Proving very elusive (and extraordinarily camera-shy on its first day), this is believed to be only the second record of Black-headed Bunting in Korea - after the first on Gageo Island on November 04 2000 (also found by NM).
Not listed in Lee, Koo, and Park (2000), the Black-headed Bunting breeds from Italy, Bulgaria, and Romania east into Iran and regions south of the Caspian Sea. It winters mainly in cultivated fields in western and central India (Byers, Olsson and Curson, 1995).
According to the same authors the species "seems to have a propensity for overshooting mainly in spring", and has become a near regular vagrant to neighboring Japan, with e.g. eight published records between 1985 and 1988. Though these are mostly in late autumn or winter, they include two May records (Brazil 1991), and have been followed by e.g. 2 on Tsushima in May 1991 (NM: pers obs). There are also several records from e.g Hong Kong and even Sabah (Dymond, 1999).
Although it is possible that this individual migrated in the wrong direction from its wintering grounds, it seems rather more likely, based on the pattern of records in Japan and October records from as far south as Sabah, that it overshot its wintering grounds in the previous autumn, and was now migrating northward with other buntings.
Although this individual can be sexed as a male (based on e.g.the blackness of the head feathers, and the rich tones to the upperparts and breast sides) its aging is more problematical, as current literature appears to be somewhat contradictory.
For example, both Svensson (1992) and Byers et al (1995) state that the moult strategy of the species is highly unusual amongst buntings, and that there should be no difference in the appearance of adult and second calendar year birds in spring. Indeed the Eocheong bird appears closest in many ways to the non-breeding adult male depicted in Byers et al - a plumage typical of autumn birds. One explanation could be that it has started to undertake an exceptionally early moult; another that it is instead a first summer which has not acquired a "full" breeding plumage, similar to e.g. Yellow-breasted Bunting.
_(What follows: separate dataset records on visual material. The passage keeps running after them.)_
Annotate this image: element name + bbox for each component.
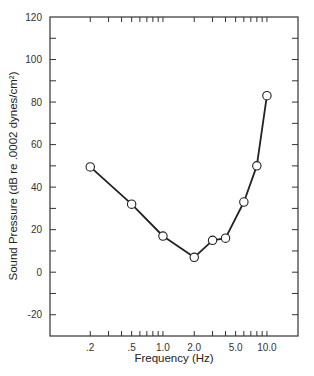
frequency-response-chart: .2.51.02.05.010.0120100806040200-20 Freq… [0,0,314,376]
data-point-marker [263,91,271,99]
data-series [86,91,271,261]
y-tick-label: 40 [31,182,43,193]
data-point-marker [208,236,216,244]
data-point-marker [127,200,135,208]
y-tick-label: 20 [31,224,43,235]
x-axis-title: Frequency (Hz) [134,352,213,364]
data-point-marker [159,232,167,240]
y-tick-label: -20 [28,309,43,320]
y-tick-label: 0 [36,267,42,278]
data-point-marker [240,198,248,206]
axis-ticks [50,17,298,336]
data-point-marker [221,234,229,242]
y-tick-label: 100 [25,54,42,65]
data-point-marker [253,162,261,170]
y-tick-label: 80 [31,97,43,108]
x-tick-label: .2 [86,342,95,353]
plot-border [50,17,298,336]
tick-labels: .2.51.02.05.010.0120100806040200-20 [25,12,277,354]
data-point-marker [86,163,94,171]
data-point-marker [190,253,198,261]
plot-frame [50,17,298,336]
y-axis-title: Sound Pressure (dB re .0002 dynes/cm²) [7,71,19,280]
x-tick-label: 5.0 [229,342,243,353]
x-tick-label: 10.0 [257,342,277,353]
y-tick-label: 60 [31,139,43,150]
series-line [90,96,267,258]
y-tick-label: 120 [25,12,42,23]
Intriguingly, this bird appears rather close in plumage tones and condition to one of the two 1991 Tsushima birds (NM pers obs, and depicted in plate 2, p. 266, in Iozawa et al, 2000) and very close to one photographed in May 1995 in Fishguard, UK. The latter was included in an article in Birding World ( Vol8 No6 1995) written by Richard Millington, who in an email expresses his opinion that though Black-headed Buntings do not have " a first-summer plumage as such...some first-summer individuals are surely % ageable as such if in a suitably retarded plumage" (pers comm 27th May 2003). Perhaps, then, such individuals as the one here are not so unusual?
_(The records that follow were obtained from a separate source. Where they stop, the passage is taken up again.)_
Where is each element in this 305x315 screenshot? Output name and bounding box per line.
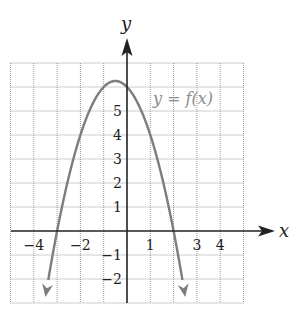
- x-tick-label: 3: [192, 237, 201, 253]
- x-tick-label: −4: [23, 237, 44, 253]
- x-axis-label: x: [279, 220, 289, 241]
- curve-arrow-right-icon: [178, 283, 189, 297]
- function-graph: x y −4−213454321−1−2 y = f(x): [0, 0, 305, 315]
- y-tick-label: 3: [113, 151, 122, 167]
- y-tick-label: −1: [101, 247, 122, 263]
- curve-arrow-left-icon: [42, 283, 53, 297]
- y-tick-label: 2: [113, 175, 122, 191]
- y-tick-label: 1: [113, 199, 122, 215]
- x-tick-label: 1: [146, 237, 155, 253]
- function-label: y = f(x): [152, 89, 213, 108]
- tick-labels: −4−213454321−1−2: [23, 103, 224, 287]
- y-tick-label: 4: [113, 127, 122, 143]
- x-tick-label: −2: [70, 237, 91, 253]
- y-axis-label: y: [120, 13, 132, 34]
- x-tick-label: 4: [216, 237, 225, 253]
- y-tick-label: 5: [113, 103, 122, 119]
- y-tick-label: −2: [101, 271, 122, 287]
As always, comments from those with experience of the species are most welcome.
References:
- Byers, Olsson and Curson, 1995. Buntings and Sparrows.
- Millington, R. 1995.Black-headed Buntings in spring 1995, Birding World Vol8 No6.
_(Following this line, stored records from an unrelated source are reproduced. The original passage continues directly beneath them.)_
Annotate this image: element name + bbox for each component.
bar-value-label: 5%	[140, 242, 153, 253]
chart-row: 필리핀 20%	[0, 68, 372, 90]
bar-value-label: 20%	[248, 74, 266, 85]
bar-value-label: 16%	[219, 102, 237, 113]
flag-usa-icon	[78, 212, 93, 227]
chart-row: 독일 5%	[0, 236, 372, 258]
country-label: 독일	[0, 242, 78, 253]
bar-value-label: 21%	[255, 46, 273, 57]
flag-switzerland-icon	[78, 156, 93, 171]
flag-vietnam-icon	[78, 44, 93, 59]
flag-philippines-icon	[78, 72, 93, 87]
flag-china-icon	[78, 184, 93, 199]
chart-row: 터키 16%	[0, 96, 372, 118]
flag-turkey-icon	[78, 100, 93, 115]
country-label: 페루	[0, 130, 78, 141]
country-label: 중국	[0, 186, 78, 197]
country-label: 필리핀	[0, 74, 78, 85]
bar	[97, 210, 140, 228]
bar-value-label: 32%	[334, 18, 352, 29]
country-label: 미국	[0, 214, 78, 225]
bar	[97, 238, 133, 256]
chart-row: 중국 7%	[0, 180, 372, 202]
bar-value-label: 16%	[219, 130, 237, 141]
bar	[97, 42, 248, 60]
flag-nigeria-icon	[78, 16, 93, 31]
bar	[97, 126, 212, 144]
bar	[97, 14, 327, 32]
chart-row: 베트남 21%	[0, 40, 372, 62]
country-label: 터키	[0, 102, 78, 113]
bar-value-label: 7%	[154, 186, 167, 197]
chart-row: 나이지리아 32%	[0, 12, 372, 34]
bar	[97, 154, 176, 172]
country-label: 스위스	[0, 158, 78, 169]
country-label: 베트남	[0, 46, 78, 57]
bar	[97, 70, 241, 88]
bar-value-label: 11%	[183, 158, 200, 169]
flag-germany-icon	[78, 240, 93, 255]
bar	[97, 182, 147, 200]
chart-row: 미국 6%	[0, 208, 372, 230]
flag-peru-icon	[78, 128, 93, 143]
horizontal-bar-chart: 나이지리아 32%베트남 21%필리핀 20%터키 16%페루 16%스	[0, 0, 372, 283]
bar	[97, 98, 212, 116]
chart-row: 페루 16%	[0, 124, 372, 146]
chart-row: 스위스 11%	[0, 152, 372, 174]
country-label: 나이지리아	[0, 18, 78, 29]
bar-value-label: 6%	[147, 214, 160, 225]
- Brazil, M. 1991. The Birds of Japan. Helm. London.
- Dymond, N. 1999. Two records of Black-headed Bunting Emberiza melanocephala in Sabah - the first definite occurrences in Malaysia and Borneo. Forktail15 (1999).
- Iozawa, Yamagata and Yoshino. 2000. Wild Birds of Japan, 550. Land birds volume.
- Svensson, L. 1992. Identification Guide to European Passerines, Fourth Edition. Stockholm, Sweden.